Science fiction hasn’t been a monolithic genre for a long time, if it ever was. So, speaking about the next big thing, the big theme everyone is talking about or referencing to some degree just doesn’t make much sense. Even when everyone was talking about the singularity, the majority of the published books and stories just outright ignored it, which was IMHO a very good thing. On the other hand, you still have currents, topics that get widely discussed.
One of those topical discussions in recent science fiction was the one about the nature of consciousness and free will, though with only two writers participating (there again is the limit of how much stuff one person can actually read, so there might be others I’ve overlooked), it seems only like a small current. We have Peter Watts, which his major work Blindsight (2006), and his most recent media-tie in Crysis: Legion (2001). Then there’s R. Scott Bakker with Neuropath (2008).

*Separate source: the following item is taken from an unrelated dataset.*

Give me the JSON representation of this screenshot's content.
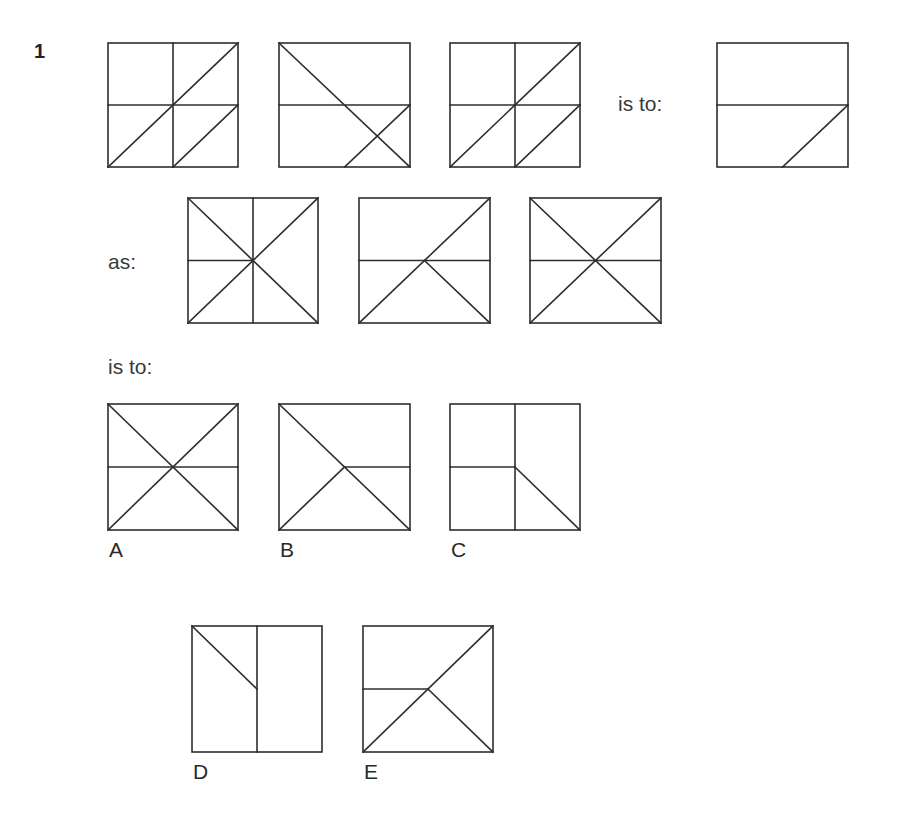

Project Itoh’s (aka Satoshi Ito) Harmony fits perfectly well into that discussion, though with its own, unique spin on the whole topic. What makes Ito’s book so interesting is that I doubt he actually read Blindsight, which would make it seem like the whole topic has reached critical mass in some sense and managed to influence two writers independently (writers from two different countries and only one of them speaking English as a first language) to write about a universe where consciousness is not a requirement for intelligent life.

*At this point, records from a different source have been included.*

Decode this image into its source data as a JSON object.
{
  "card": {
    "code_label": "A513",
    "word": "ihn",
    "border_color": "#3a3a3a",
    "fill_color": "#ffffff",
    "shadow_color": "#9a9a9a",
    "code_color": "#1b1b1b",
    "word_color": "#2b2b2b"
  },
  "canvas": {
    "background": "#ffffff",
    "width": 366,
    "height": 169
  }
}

The rest of the book is good too, mostly because the analogy to nanotech-driven political correctness gone mad is both darkly humorous and yet convincing enough to make me just a bit uncomfortable. Sure, I don’t have a problem with banning stuff like smoking, but I have enough vices of my own I don’t want to see banned, even if they kill me one cell at a time. I can easily see people going along with an evermore extreme definition of health in our present society.

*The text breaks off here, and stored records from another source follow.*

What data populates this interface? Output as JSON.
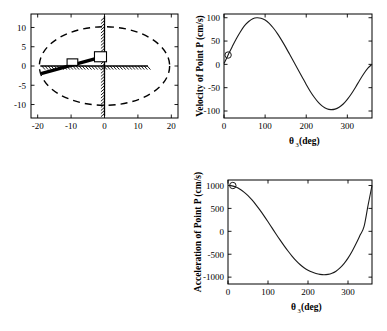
{
  "figure": {
    "title": "",
    "panels": [
      "mechanism-plot",
      "velocity-plot",
      "acceleration-plot"
    ]
  },
  "mechanism": {
    "name": "slider-crank-mechanism-diagram",
    "xlabel": "",
    "ylabel": "",
    "xticks": [
      "-20",
      "-10",
      "0",
      "10",
      "20"
    ],
    "xtick_values": [
      -20,
      -10,
      0,
      10,
      20
    ],
    "yticks": [
      "10",
      "5",
      "0",
      "-5",
      "-10"
    ],
    "ytick_values": [
      10,
      5,
      0,
      -5,
      -10
    ],
    "xlim": [
      -22,
      22
    ],
    "ylim": [
      -13.5,
      13.5
    ],
    "ellipse": {
      "cx": 0,
      "cy": 0,
      "rx": 19.5,
      "ry": 10.2,
      "style": "dashed"
    },
    "vertical_guide": {
      "x": 0,
      "y_from": -13.0,
      "y_to": 13.0,
      "hatch_side": "left"
    },
    "horizontal_guide": {
      "y": 0,
      "x_from": -19.2,
      "x_to": 13.0,
      "hatch_side": "below"
    },
    "bar": {
      "x1": -19.0,
      "y1": -2.0,
      "x2": -1.0,
      "y2": 2.3
    },
    "sliders": [
      {
        "name": "slider-a",
        "cx": -9.6,
        "cy": 1.0,
        "w": 3.2,
        "h": 1.7
      },
      {
        "name": "slider-b",
        "cx": -1.2,
        "cy": 2.4,
        "w": 3.6,
        "h": 2.6
      }
    ]
  },
  "velocity_chart": {
    "type": "line",
    "title": "",
    "xlabel_main": "θ",
    "xlabel_sub": "3",
    "xlabel_unit": " (deg)",
    "ylabel": "Velocity of Point P (cm/s)",
    "xlim": [
      0,
      360
    ],
    "ylim": [
      -115,
      108
    ],
    "xticks": [
      "0",
      "100",
      "200",
      "300"
    ],
    "xtick_values": [
      0,
      100,
      200,
      300
    ],
    "yticks": [
      "100",
      "50",
      "0",
      "-50",
      "-100"
    ],
    "ytick_values": [
      100,
      50,
      0,
      -50,
      -100
    ],
    "grid": false,
    "marker": {
      "x": 10,
      "y": 20,
      "shape": "circle"
    },
    "x": [
      0,
      10,
      20,
      30,
      40,
      50,
      60,
      70,
      80,
      90,
      100,
      110,
      120,
      130,
      140,
      150,
      160,
      170,
      180,
      190,
      200,
      210,
      220,
      230,
      240,
      250,
      260,
      270,
      280,
      290,
      300,
      310,
      320,
      330,
      340,
      350,
      360
    ],
    "values": [
      2,
      20,
      38,
      55,
      70,
      83,
      92,
      98,
      100,
      99,
      95,
      88,
      78,
      66,
      52,
      37,
      21,
      5,
      -11,
      -27,
      -43,
      -58,
      -71,
      -82,
      -90,
      -95,
      -97,
      -96,
      -92,
      -85,
      -75,
      -63,
      -49,
      -34,
      -20,
      -8,
      0
    ]
  },
  "acceleration_chart": {
    "type": "line",
    "title": "",
    "xlabel_main": "θ",
    "xlabel_sub": "3",
    "xlabel_unit": " (deg)",
    "ylabel": "Acceleration of Point P (cm/s)",
    "xlim": [
      0,
      360
    ],
    "ylim": [
      -1150,
      1120
    ],
    "xticks": [
      "0",
      "100",
      "200",
      "300"
    ],
    "xtick_values": [
      0,
      100,
      200,
      300
    ],
    "yticks": [
      "1000",
      "500",
      "0",
      "-500",
      "-1000"
    ],
    "ytick_values": [
      1000,
      500,
      0,
      -500,
      -1000
    ],
    "grid": false,
    "marker": {
      "x": 12,
      "y": 1000,
      "shape": "circle"
    },
    "x": [
      0,
      10,
      20,
      30,
      40,
      50,
      60,
      70,
      80,
      90,
      100,
      110,
      120,
      130,
      140,
      150,
      160,
      170,
      180,
      190,
      200,
      210,
      220,
      230,
      240,
      250,
      260,
      270,
      280,
      290,
      300,
      310,
      320,
      330,
      340,
      350,
      360
    ],
    "values": [
      1000,
      992,
      965,
      920,
      856,
      778,
      684,
      578,
      462,
      338,
      208,
      75,
      -58,
      -188,
      -312,
      -430,
      -540,
      -640,
      -725,
      -795,
      -848,
      -890,
      -920,
      -940,
      -948,
      -940,
      -915,
      -870,
      -800,
      -705,
      -585,
      -440,
      -272,
      -88,
      100,
      560,
      1000
    ]
  }
}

But to connect this urge to an outsourcing of body functions via technology, and then following this line of thought to its logical conclusion and reframing the whole mind over matter approach that drives so much of trans-human thinking as something that’s really a matter over mind problem, that’s nothing short of brilliant. Twisted and disturbing sure, but mostly brilliant, in the same way that Scott Bakker’s and Peter Watt’s book were. Not an easy read, but entirely satisfying.